Underdog will take home Japan’s casino jackpot

BY KATRINA HAMLIN

Betting group Genting is not the bookies’ favourite as it competes for a coveted casino licence in Japan. The Malaysian outfit lacks the scale or the glitz of rivals in Las Vegas and Macau but it has an ace up its sleeve to enter the hotly anticipated new market in 2020.

The prize is tantalising. The Japanese enjoy a flutter: Pachinko parlours rake in around $30 billion each year. Now the country, eyeing a gaming-economic uplift, will introduce three casino resorts to open a new market. The initial opportunity is worth a potential $10 billion, according to Bernstein estimates. 

The biggest names in the business are readying their bids. Sheldon Adelson’s Las Vegas Sands seems like a shoo-in, and rival MGM Resorts International boasts both deep pockets and extensive experience. With three spots up for grabs, an Asian operator could get lucky too.

Though their Chinese heritage could be a disadvantage given sometimes tense relations between Tokyo and Beijing, Macau’s homegrown operators, Galaxy Entertainment and Melco International Development, will be worthy competitors.

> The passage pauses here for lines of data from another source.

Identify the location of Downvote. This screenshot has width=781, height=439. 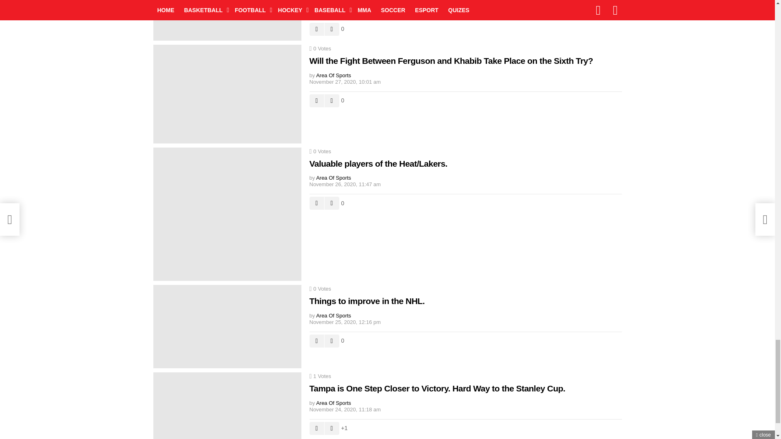
(332, 29).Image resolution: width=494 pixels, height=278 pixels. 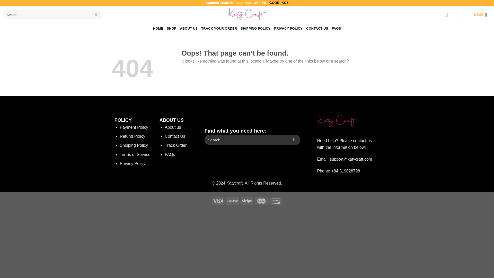 What do you see at coordinates (96, 14) in the screenshot?
I see `Search` at bounding box center [96, 14].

Genting boss Tan Sri Lim Kok Thay is vying for a chance in Osaka or Yokohama, and plans, through a Singapore unit, to raise $3.2 billion for expansion. The group has experience in smaller markets, including its native Malaysia and the Philippines, and a new project under development in Las Vegas lends some street cred. The Malaysian group will also wow wary rookie regulators with the success of its resort in Singapore. Japan studied Asia’s strictest gambling jurisdiction to prepare their own regime. 

Officials in Tokyo have expressed admiration for the robust rule book in the city-state where locals must pay to merely enter the gaming floor. That’s because ordinary folk are fretting over unsavoury side-effects on society: two-thirds of respondents in an October poll said they oppose gambling resorts, according to the Japan Times.

That makes the underdog a more palatable winner too. Genting Singapore’s share price hovers at around 17 times its 2019 earnings, consistently below those of rival bidders in recent years. If the Malaysians play their cards right in Japan, they might hit the jackpot in multiple ways.